All of them able to speak about a life before Cang Qiong and An Ding Peak. All of them remembering a family before Shizun, or if they had been too young or wished not to linger because it was too painful and harsh, to point at the map and indicate where they came from.

 

Fen Meng wasn’t like that, her life starting at the very first step of the great stone stairs leading towards the Twelve Peaks’ majestic tops, Shizun the only parent she could name no matter how much he sputtered and blushed and turned away every time she slipped and called him a-Die until she fully stopped one day, named after the paint heartily coating the dormitory in which she had been brought and never left – that was Traditional to identify the An Ding Disciples by the colour of their specific dormitories unless they wished for their proper family name to be retained but since most of them were farmer brats and street urchins and orphans too poor to own the clothes on their back it was so uncommon as to be startling when it happened, leaving An Ding Peak home to a whole rainbow of kids and teens and teachers and Hallmasters, each colour their own little compound yet united in their work for the Sect’s greater prosperity and their undying devotion to Shizun, the man called Shang Qinghua.

 

Fen Meng wasn’t bothered by this absence of a previous recorded existence. Maybe if she had been unhappy on An Ding Peak, she would have lost herself in fruitless what-ifs and ponderings, but at the end of the line, it wouldn’t have been very useful to wallow in the shadows that never came into being.

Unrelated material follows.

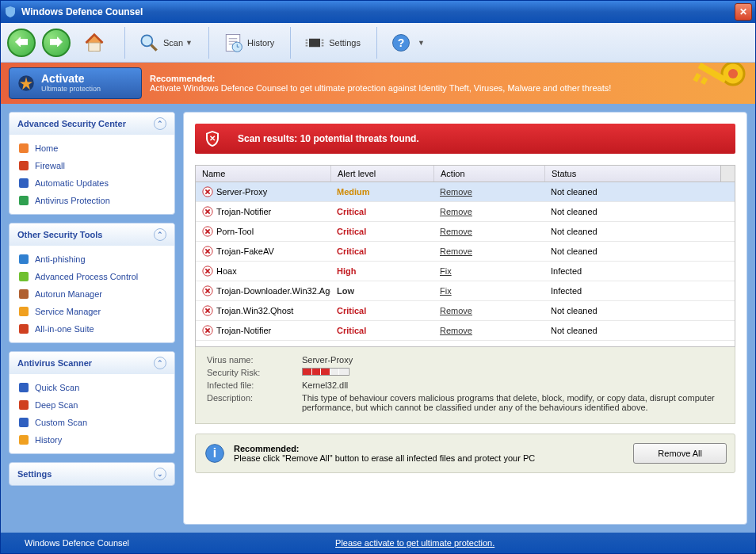  Describe the element at coordinates (513, 403) in the screenshot. I see `detail-description: This type of behaviour covers malicious …` at that location.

She was content on the Logistics Peak, even if that was a very exhausting task indeed to try and balance the budget with eleven Peaks splurging on a whim or constantly wrecking something barely repaired, and in spite of being an accountant she still needed to go and pull her weight on night hunts to uphold the Peak’s good name and face no matter how unfond she was of hacking things with a sword or blowing monsters to pieces with a talisman because what if something went wrong on this expedition ?

 

Her life could be hard on her nerves sometimes but she deemed it had more positives than negatives, all considered. It was good, and she was good, and she wanted for it to remain good.

 

For this goal, there was very few she wouldn’t be ready to do, no matter how loudly she screamed inside.